═════ RECORDS FOR THE EXERCISE

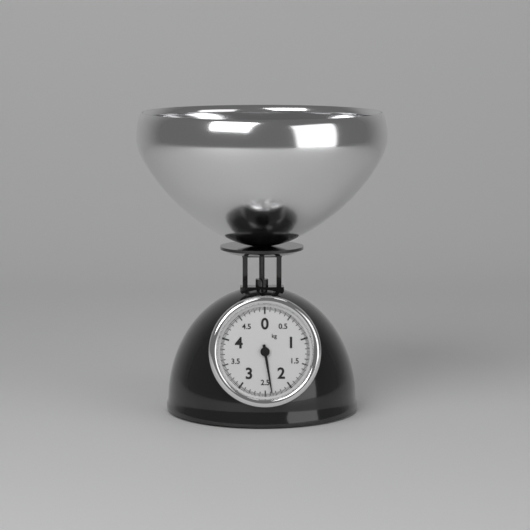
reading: 2.375 kg
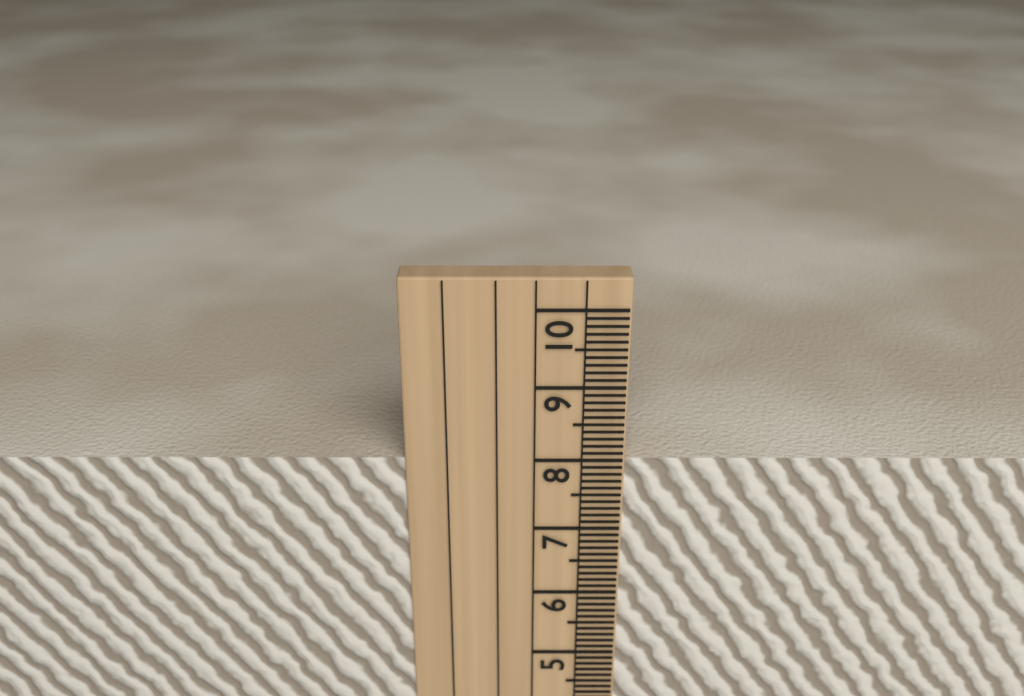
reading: 8.0 cm
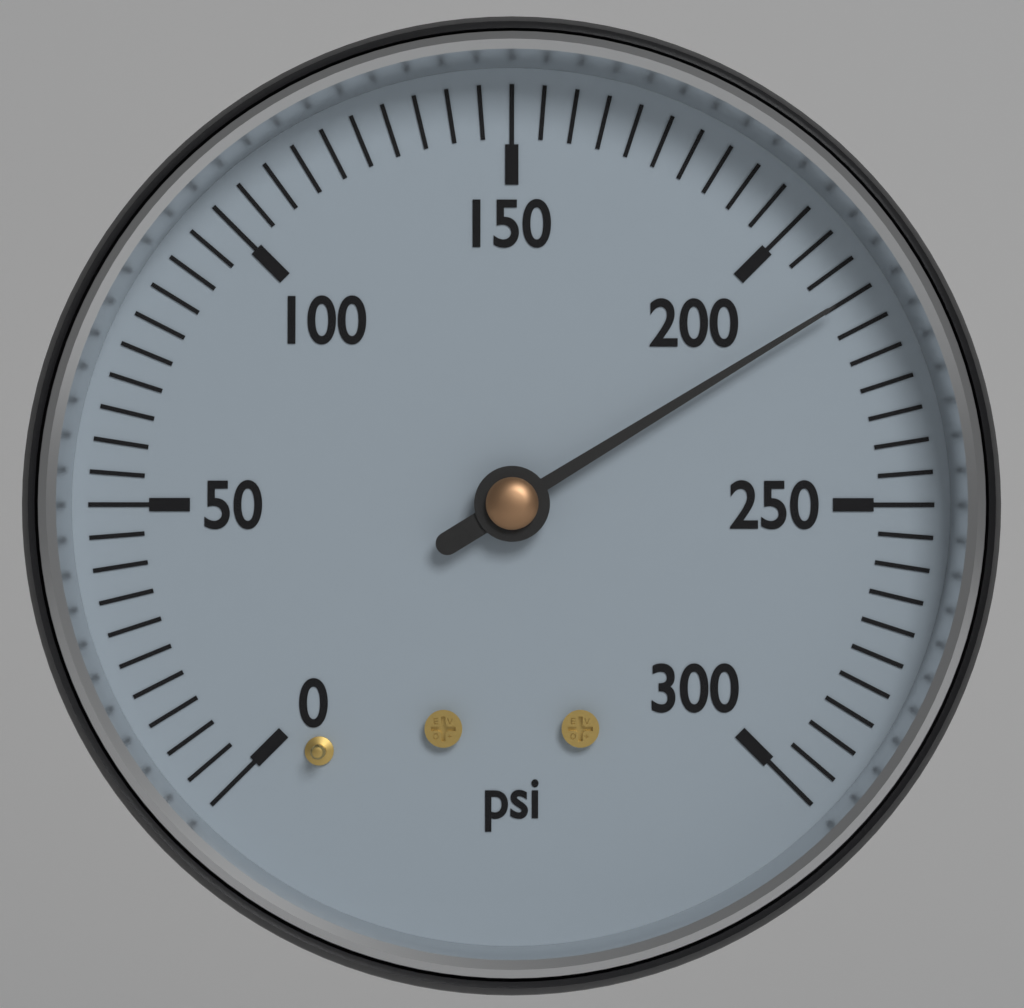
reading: 215 psi
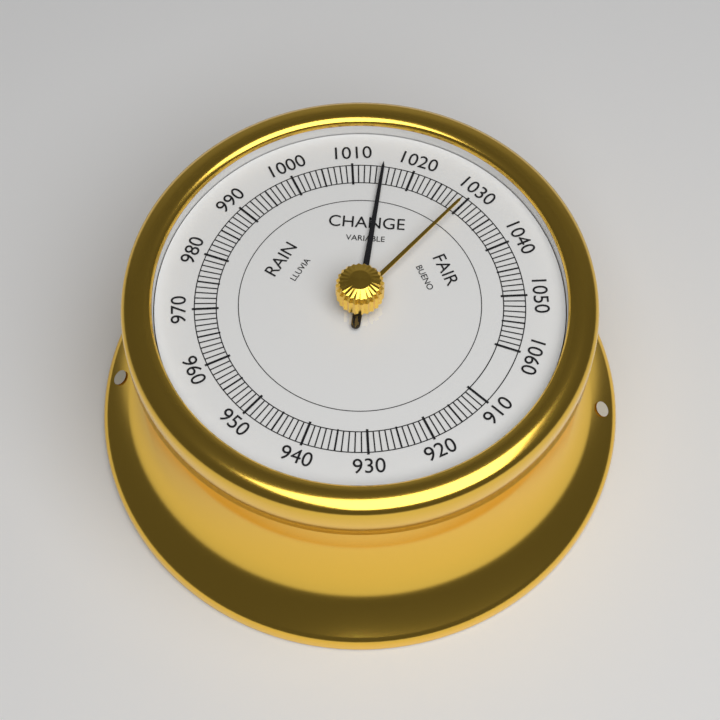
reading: 1015 (no unit)
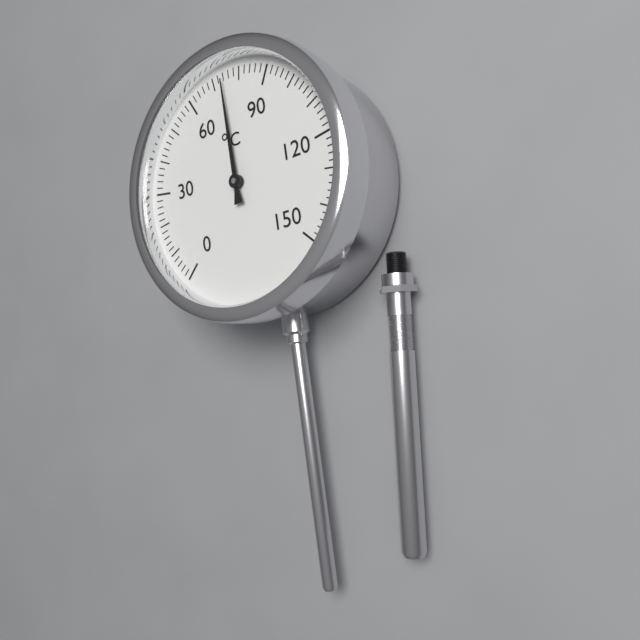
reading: 74 °C
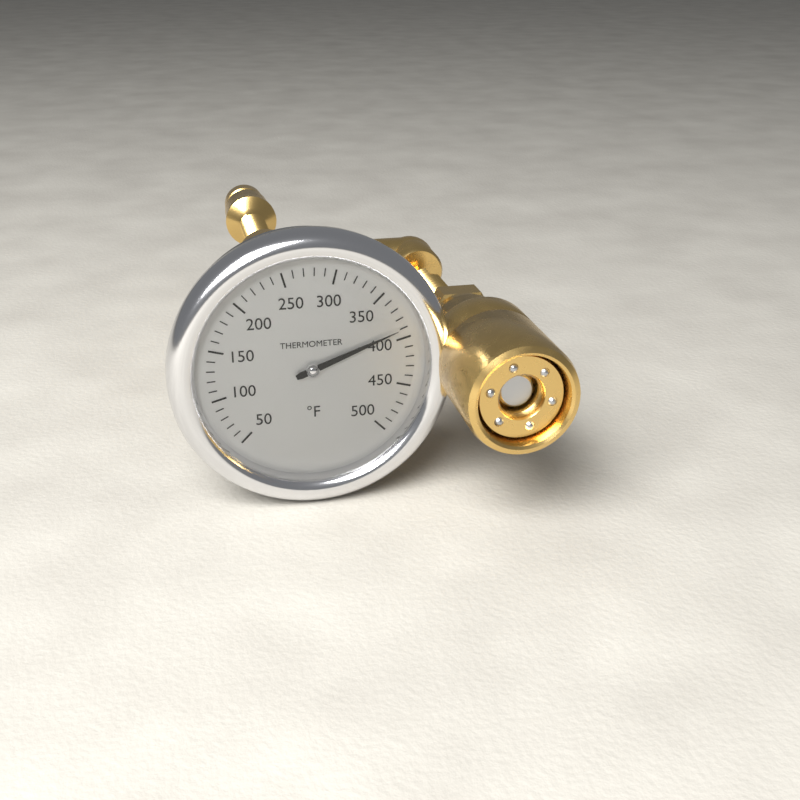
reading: 390 °F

══════════

_WHAT IS EXPECTED_
Leave out the pictures and retype every line above exactly.

_THE COMPLETED TASK_
reading: 2.375 kg
reading: 8.0 cm
reading: 215 psi
reading: 1015 (no unit)
reading: 74 °C
reading: 390 °F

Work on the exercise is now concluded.